VERGE COLLECTION | FLANEUR


West Australian band Verge Collection brought out their debut album, Flaneur, earlier this year. With its unique combination of catchy hooks and existential dread, it’s the perfect album to listen to as the waters of assignments begin rising up to your neck.

The album’s title taught me a cool new word to use in an essay. It’s not, as I initially thought, a reference to wearing ‘flannos’, but a term meaning “a man who saunters around observing society.” This observational quality is all throughout the album, but is most prominent on fourth track ‘The Ladies’ when songwriter Benjamin Arnold tells the story of an ice addict moving around town. Songs like ‘Stop Think About It’ and ‘Long Comedown’ give advice like an older brother who has seen you about to make the same mistakes as him, as Verge Collection turn cautionary tales into loud, energetic sing-alongs.
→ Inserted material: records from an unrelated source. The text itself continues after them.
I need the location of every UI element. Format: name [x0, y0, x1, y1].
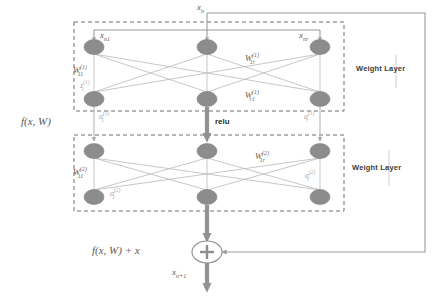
state-label-z1-1: z(1)1: [80, 82, 84, 90]
residual-block-svg: [0, 0, 440, 297]
weight-layer-2-edges: [94, 158, 320, 190]
relu-activation-arrows: [94, 107, 320, 141]
weight-label-wr1-1: W(1)r1: [245, 91, 255, 100]
weight-layer-2-side-label: Weight Layer: [352, 163, 401, 172]
weight-layer-1-edges: [94, 54, 320, 92]
activation-label-a1-1: a(1)1: [99, 113, 104, 121]
weight-layer-1-side-label: Weight Layer: [356, 64, 405, 73]
input-label-xn: xn: [197, 3, 204, 12]
function-label-fxw: f(x, W): [21, 116, 51, 127]
node-input-label-xnr: xnr: [299, 31, 308, 40]
activation-label-a1-2: a(2)1: [110, 190, 115, 198]
sum-expression-label: f(x, W) + x: [92, 245, 140, 256]
weight-label-w1r-1: W(1)1r: [245, 54, 255, 63]
weight-label-w1r-2: W(2)1r: [255, 152, 265, 161]
activation-label-ar-1: a(1)r: [304, 113, 308, 121]
activation-label-ar-2: a(2)r: [305, 172, 309, 180]
diagram-canvas: xn xn1 xnr W(1)11 W(1)1r W(1)r1 z(1)1 a(…: [0, 0, 440, 297]
relu-label: relu: [215, 117, 230, 126]
node-input-label-xn1: xn1: [100, 31, 110, 40]
weight-label-w11-2: W(2)11: [73, 168, 83, 177]
weight-label-w11-1: W(1)11: [73, 66, 83, 75]
output-label-xn1plus: xn+1: [172, 268, 186, 277]
input-distribution-bus: [94, 13, 320, 41]
sum-node: [192, 241, 222, 263]
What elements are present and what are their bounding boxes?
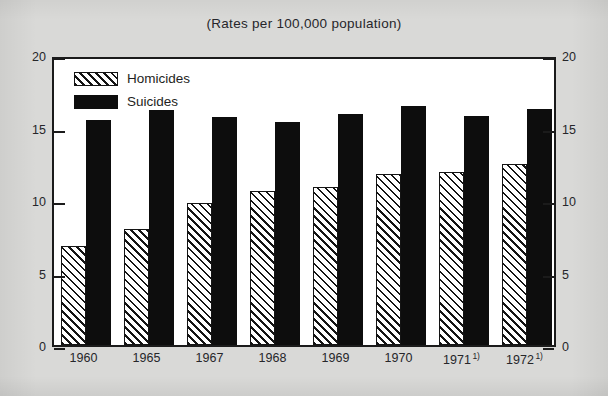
y-tick-label-right: 10	[562, 196, 576, 209]
legend-item-homicides: Homicides	[74, 69, 190, 89]
bar-group-1967	[187, 59, 237, 345]
x-tick-label-1971: 19711)	[443, 351, 480, 367]
bar-homicides-1968	[250, 191, 275, 345]
x-tick-label-1968: 1968	[259, 351, 287, 365]
legend-item-suicides: Suicides	[74, 92, 190, 112]
plot-frame: HomicidesSuicides	[52, 57, 556, 347]
bar-homicides-1965	[124, 229, 149, 345]
bar-group-1968	[250, 59, 300, 345]
footnote-marker: 1)	[472, 351, 480, 361]
x-tick-label-1969: 1969	[322, 351, 350, 365]
bar-suicides-1971	[464, 116, 489, 345]
y-axis-left: 05101520	[14, 57, 46, 347]
bar-suicides-1969	[338, 114, 363, 345]
y-tick-label-right: 20	[562, 51, 576, 64]
bar-homicides-1969	[313, 187, 338, 345]
y-tick-right-20	[543, 58, 554, 60]
y-tick-label-right: 15	[562, 124, 576, 137]
bar-group-1970	[376, 59, 426, 345]
bar-homicides-1970	[376, 174, 401, 345]
y-tick-left-10	[54, 203, 65, 205]
y-tick-label-right: 0	[562, 341, 569, 354]
y-tick-label-left: 20	[32, 51, 46, 64]
bar-suicides-1968	[275, 122, 300, 345]
bar-homicides-1972	[502, 164, 527, 345]
y-axis-right: 05101520	[562, 57, 594, 347]
bar-homicides-1960	[61, 246, 86, 345]
bar-homicides-1971	[439, 172, 464, 345]
x-tick-label-1960: 1960	[70, 351, 98, 365]
y-tick-left-5	[54, 276, 65, 278]
legend-swatch-suicides	[74, 95, 118, 109]
y-tick-label-left: 10	[32, 196, 46, 209]
bar-group-1972	[502, 59, 552, 345]
bar-suicides-1970	[401, 106, 426, 345]
y-tick-right-5	[543, 276, 554, 278]
bar-group-1971	[439, 59, 489, 345]
bar-suicides-1972	[527, 109, 552, 345]
bar-homicides-1967	[187, 203, 212, 345]
bar-group-1969	[313, 59, 363, 345]
x-axis-labels: 19601965196719681969197019711)19721)	[52, 351, 556, 375]
y-tick-label-left: 5	[39, 269, 46, 282]
y-tick-label-left: 15	[32, 124, 46, 137]
y-tick-left-15	[54, 131, 65, 133]
bar-suicides-1965	[149, 110, 174, 345]
y-tick-right-0	[543, 348, 554, 350]
legend-swatch-homicides	[74, 72, 118, 86]
y-tick-right-15	[543, 131, 554, 133]
footnote-marker: 1)	[535, 351, 543, 361]
y-tick-label-left: 0	[39, 341, 46, 354]
bar-suicides-1967	[212, 117, 237, 345]
chart-legend: HomicidesSuicides	[74, 69, 190, 115]
legend-label: Homicides	[127, 72, 190, 86]
x-tick-label-1972: 19721)	[506, 351, 543, 367]
x-tick-label-1970: 1970	[385, 351, 413, 365]
y-tick-right-10	[543, 203, 554, 205]
y-tick-left-0	[54, 348, 65, 350]
y-tick-label-right: 5	[562, 269, 569, 282]
chart-figure: (Rates per 100,000 population) 05101520 …	[0, 0, 608, 396]
chart-title: (Rates per 100,000 population)	[0, 16, 608, 31]
legend-label: Suicides	[127, 95, 178, 109]
x-tick-label-1967: 1967	[196, 351, 224, 365]
bar-suicides-1960	[86, 120, 111, 345]
y-tick-left-20	[54, 58, 65, 60]
x-tick-label-1965: 1965	[133, 351, 161, 365]
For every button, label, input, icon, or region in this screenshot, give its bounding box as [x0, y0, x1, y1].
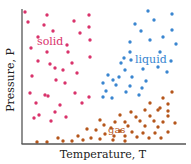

What makes Arnold’s songwriting unique is exactly this… well… ‘flaneurisim’. While the band’s earlier work looked at mundane, personal experiences with witty lyrics worthy of Courtney Barnett, Flaneur sees the band turn their gaze to the world around them. It is still an undeniably personal record, with each song acting as a cathartic release of anxieties about wasting youth, getting old, and making poor decisions. Through this, though, Verge Collection paint a vivid image of what it’s like living out your twenties in Perth. In many ways, Flaneur talks of Perth the way Arctic Monkeys’ Whatever People Say I Am, That’s What I’m Not did about Sheffield more than a decade ago. Flaneur is full of incredibly crafted, poignant lyrics that will sometimes make you laugh and other times leave you in tears. All the while, though, you’ll be singing along at the top of your lungs and swaying to some of the catchiest songs about coughing up blood or making a fool of yourself at a party ever written.